Attached Paper In-person November Annual Meeting 2025

Who are the yatis of the Jain Śvetāmbara romance-poems (8th-12th century CE)?

Description for Program Unit Review (maximum 1000 words)

In late medieval Jain literature and in the writings of early 20th century CE scholars (e.g., Burgess 1869; Sinclair Stevenson 1915), the term yati, applied to ascetics, has taken on a very pejorative connotation and has been used to refer to dissenting monks who are “considered to be a fallen class of monks, for they take money, ride about in palanquins, and keep watchmen and guards”. As monks of lax practices, such yatis have sometimes been assimilated to another category of criticised monks called caityavāsins, ‘monks living in a temple’, who are said to have enjoyed a life of power and luxury.

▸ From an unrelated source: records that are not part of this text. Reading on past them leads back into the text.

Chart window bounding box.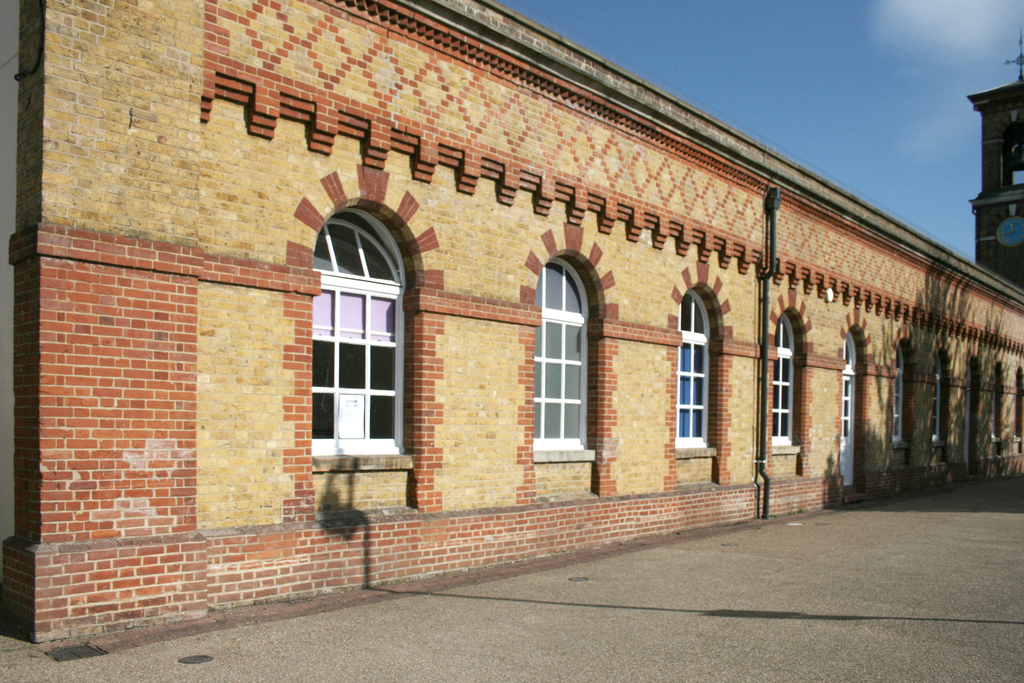
Charted: select_region(317, 192, 413, 475).
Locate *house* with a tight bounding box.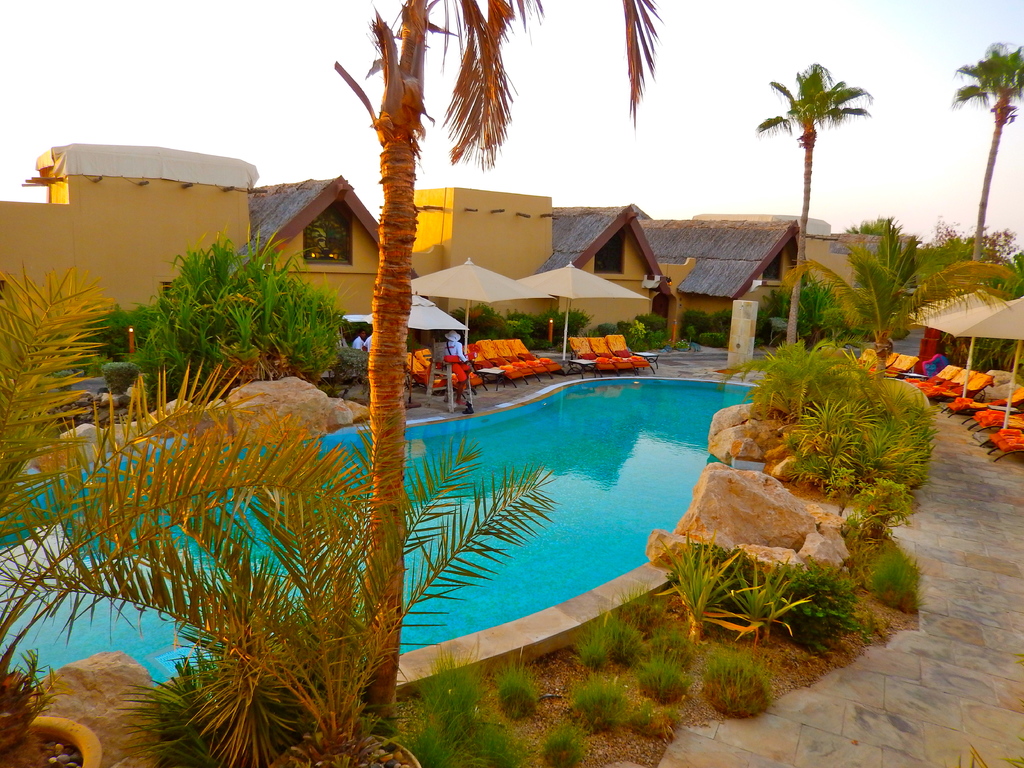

Strikingly, while the term śramaṇa or muni is used in the canonical and exegetical literature, the term yati appears frequently as an equivalent to those words in about ten long narrative works, mainly in prose and verse, written by monks between the 8th and 12th centuries CE (e.g., the Kuvalayamālā by Uddyotana, 779 CE, to the Pāsaṇasāhacaria by Devabhadra, 1112 CE). What does the usage of the term yati mean in this genre, which I have called romance-poem? Can we see in these works new roles of the monks and new ways of living in an evolving socio-political milieu? Can we say that the monks who compose these romance-poems and use the term yati are the ascetics who will be later labelled as caityavāsins? If so, can we trace features of the laxity in ascetic behaviour, such as a sedentary life and a lack of rigour and knowledge, which has been harshly criticised by their opponents from the 13th century CE onwards? Or do we see a different picture that confirms the testimony of other textual and epigraphic sources (e.g., prabandhas and the inscription of 1242 CE analysed by Shah 1955), that these caityavāsin monks, far from being defeated in a single debate as the reformer lineages such as the Kharataragaccha would have it, continued to be revered and powerful for more than two centuries after their supposed defeat? If so, this would suggest that there were different religious issues and other power struggles going on, which were then redefined and obscured by those caricatures of rule-abiding monks and lax monks.

Given the paucity of written, architectural and epigraphic evidence between the 8th and 12th centuries CE, the analysis of the image of monks revealed by the hitherto neglected romance-poems is a fundamental tool. I will challenge the traditional view of the existence of a binary opposition among the Śvetāmbara monks in early medieval history, to revisit the question of the laxity of the so-called caityavāsins, and thus to shed light on the complex but still shadowy monastic world at the turn of the first millennium, and to connect it with similar trends and developments in the later history of the Śvetāmbara and Digambara lineages.

Abstract for Online Program Book (maximum 150 words)

In pre-modern Jain literature and in the writings of early 20th century CE scholars, the terms yati and caityavāsin, as applied to ascetics, have taken on a very pejorative connotation and have been used to refer to dissenting monks known for their lax practices. Strikingly, the term yati already appears as an equal to śramaṇa and muni in about ten long narrative works, mainly in prose and verse, written by monks between the 8th and 12th centuries CE. The aim of this paper is to examine in this under-explored corpus and in related works whether the use of the term yati applies to the so-called caityavāsins and if so, which type of monk it characterises in the complex and still shadowy monastic world of the turn of the first millennium.